I HAVE 100 ORGASMS A DAY! - meet people who suffer from this condition


While it may sound to many men like more of a blessing than a curse, Dale Decker claims that his 100 daily orgasms are a hell that has ruined his life.
The 37-year-old, from Wisconsin, developed persistent genital arousal syndrome in September 2012 after slipping a disc in his back while getting out of a chair.
Speaking on ITV’s this morning, the father of two explains: ‘It’s completely changed everything I have ever done. I can’t do anything, I can’t get a job. You have to understand that in America 90 per cent of the jobs are service industry and nobody would ever put me in front of their customers so working is pretty much out of the question.’

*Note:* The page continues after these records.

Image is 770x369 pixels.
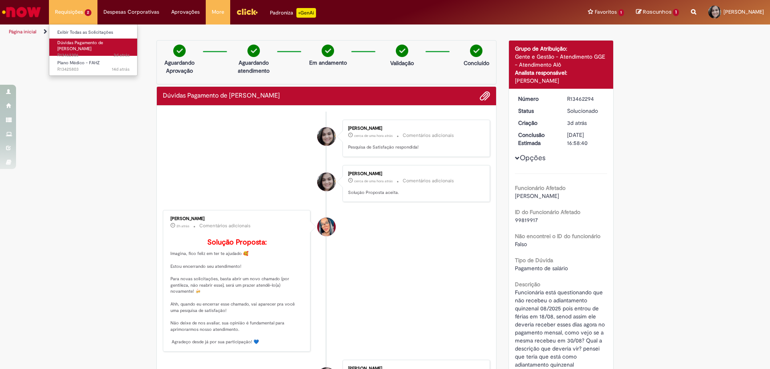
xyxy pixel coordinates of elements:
dt: Número [512,95,562,103]
b: ID do Funcionário Afetado [515,208,581,215]
img: check-circle-green.png [173,45,186,57]
div: [PERSON_NAME] [515,77,608,85]
a: Exibir Todas as Solicitações [49,28,138,37]
p: Validação [390,59,414,67]
span: Falso [515,240,527,248]
dt: Criação [512,119,562,127]
div: [PERSON_NAME] [348,126,482,131]
span: 2h atrás [177,223,189,228]
p: +GenAi [297,8,316,18]
span: 99819917 [515,216,538,223]
dt: Status [512,107,562,115]
time: 01/09/2025 08:51:46 [177,223,189,228]
p: Pesquisa de Satisfação respondida! [348,144,482,150]
div: Grupo de Atribuição: [515,45,608,53]
p: Solução Proposta aceita. [348,189,482,196]
div: Maira Priscila Da Silva Arnaldo [317,217,336,236]
span: Rascunhos [643,8,672,16]
a: Rascunhos [636,8,679,16]
ul: Trilhas de página [6,24,508,39]
p: Imagina, fico feliz em ter te ajudado 🥰 Estou encerrando seu atendimento! Para novas solicitações... [171,238,304,345]
span: Favoritos [595,8,617,16]
small: Comentários adicionais [403,177,454,184]
img: check-circle-green.png [396,45,408,57]
a: Aberto R13425803 : Plano Médico - FAHZ [49,59,138,73]
div: R13462294 [567,95,605,103]
p: Concluído [464,59,490,67]
span: Despesas Corporativas [104,8,159,16]
time: 18/08/2025 16:21:56 [112,66,130,72]
b: Descrição [515,280,540,288]
a: Página inicial [9,28,37,35]
b: Não encontrei o ID do funcionário [515,232,601,240]
dt: Conclusão Estimada [512,131,562,147]
span: Funcionária está questionando que não recebeu o adiantamento quinzenal 08/2025 pois entrou de fér... [515,288,607,368]
div: [PERSON_NAME] [348,171,482,176]
time: 01/09/2025 09:42:10 [354,179,393,183]
small: Comentários adicionais [403,132,454,139]
span: [PERSON_NAME] [724,8,764,15]
span: 1 [673,9,679,16]
span: R13462306 [57,52,130,59]
button: Adicionar anexos [480,91,490,101]
span: 14d atrás [112,66,130,72]
a: Aberto R13462306 : Dúvidas Pagamento de Salário [49,39,138,56]
span: Aprovações [171,8,200,16]
p: Aguardando Aprovação [160,59,199,75]
div: Padroniza [270,8,316,18]
ul: Requisições [49,24,138,76]
b: Solução Proposta: [207,238,267,247]
p: Em andamento [309,59,347,67]
div: Analista responsável: [515,69,608,77]
b: Funcionário Afetado [515,184,566,191]
img: check-circle-green.png [322,45,334,57]
h2: Dúvidas Pagamento de Salário Histórico de tíquete [163,92,280,100]
div: Dayana Maria Souza Santos [317,127,336,146]
img: click_logo_yellow_360x200.png [236,6,258,18]
p: Aguardando atendimento [234,59,273,75]
span: Dúvidas Pagamento de [PERSON_NAME] [57,40,103,52]
time: 29/08/2025 13:02:24 [567,119,587,126]
span: [PERSON_NAME] [515,192,559,199]
span: cerca de uma hora atrás [354,179,393,183]
span: Requisições [55,8,83,16]
time: 01/09/2025 09:42:18 [354,133,393,138]
img: check-circle-green.png [470,45,483,57]
div: [DATE] 16:58:40 [567,131,605,147]
small: Comentários adicionais [199,222,251,229]
span: 1 [619,9,625,16]
span: 2 [85,9,91,16]
div: [PERSON_NAME] [171,216,304,221]
span: More [212,8,224,16]
div: Gente e Gestão - Atendimento GGE - Atendimento Alô [515,53,608,69]
span: Plano Médico - FAHZ [57,60,100,66]
span: R13425803 [57,66,130,73]
span: cerca de uma hora atrás [354,133,393,138]
div: 29/08/2025 13:02:24 [567,119,605,127]
img: ServiceNow [1,4,42,20]
div: Solucionado [567,107,605,115]
time: 29/08/2025 13:06:51 [114,52,130,58]
img: check-circle-green.png [248,45,260,57]
span: 3d atrás [567,119,587,126]
span: 3d atrás [114,52,130,58]
span: Pagamento de salário [515,264,568,272]
div: Dayana Maria Souza Santos [317,173,336,191]
b: Tipo de Dúvida [515,256,553,264]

Dale’s condition has affected not only his ability to hold down a job but his family life, even occurring during his own father’s funeral
Unable even to do simple things like play baseball with his two sons, Dale feels particularly awkward when it happens around children.
Becoming obviously tearful as he spoke, Dale says: ‘I don’t go around kids. My own children didn’t even know what the word orgasm was until Tuesday when some kids in school had apparently seen the video on YouTube. How do you explain an orgasm to an 11-year-old child?’

The painful pelvic condition has left him housebound and isolated, through the fear of suffering a public orgasm with some even causing him to drop to the floor.


According to medical literature, trauma to the pelvic nerves can trigger hypersensitivity in this area.

Meet Kim Ramsey a Nurse who suffers from Persistent Genital Arousal Disorder (PGAD), an incurable condition which causes her to be spontaneously sexually aroused without sexual desire. 


The 44-year-old’s unusual condition means sitting in a chair, travelling on a train or even doing housework can cause her to climax - sometimes even in public. 
Kim, from Hertfordshire, fell down the stairs and hurt her back in 2001. Eleven years later, doctors discovered that the fall may have caused a Tarlov cyst on her spine at the point where a woman's orgasm originates.
"I've even had one in public, I was travelling home on the train and it was a bit of a bumpy ride.
"Every jerk of the train or vibration made me more aroused and it was a forty minute journey so there was nothing I could do.
"I just had to bite my lip and sit on my hands and hope no-one noticed. I must have looked very awkward.
Kim, who now lives in New Jersey, US, said the condition has left her anxious and she now finds it difficult to go about her daily life because she is worried she will not be able to control the sexual arousal.





Rachel, an Atlanta, Ga. housewife, is very, very careful when she does her laundry. The mother of three experiences continuous, unwanted orgasms -- sometimes for several hours a day -- which can be caused by the most mundane of tasks, like the wash.
"When it goes on the spin cycle, I don't even like to touch it," Rachel said in a Discovery documentary about the condition. "The vibrations can... trigger an episode."
Rachel suffers from a rare and relatively new condition known as persistent sexual arousal syndrome, or persistent genital arousal disorder (PGAD). As she explains in the film, "100 Orgasms A Day", controlling her body's push toward arousal requires around-the-clock effort.
"If I wasn’t controlling it, I don’t even know if I could put a number on it. It would be in the hundreds," she said. 'If I had no self-control, no willpower, I don’t know that I would ever leave the house."
According to Psychology Today, PGAD occurs when a woman's genitals are physically arousedfor hours, days, weeks or longer, but the woman doesn't feel any desire to have sex. The word "distress" is often used to describe a woman's reaction to PGAD.
While Rachel is able to control some of her symptoms, others who have been diagnosed with the condition are not so lucky. For these women, the disorder is anything but pleasurable.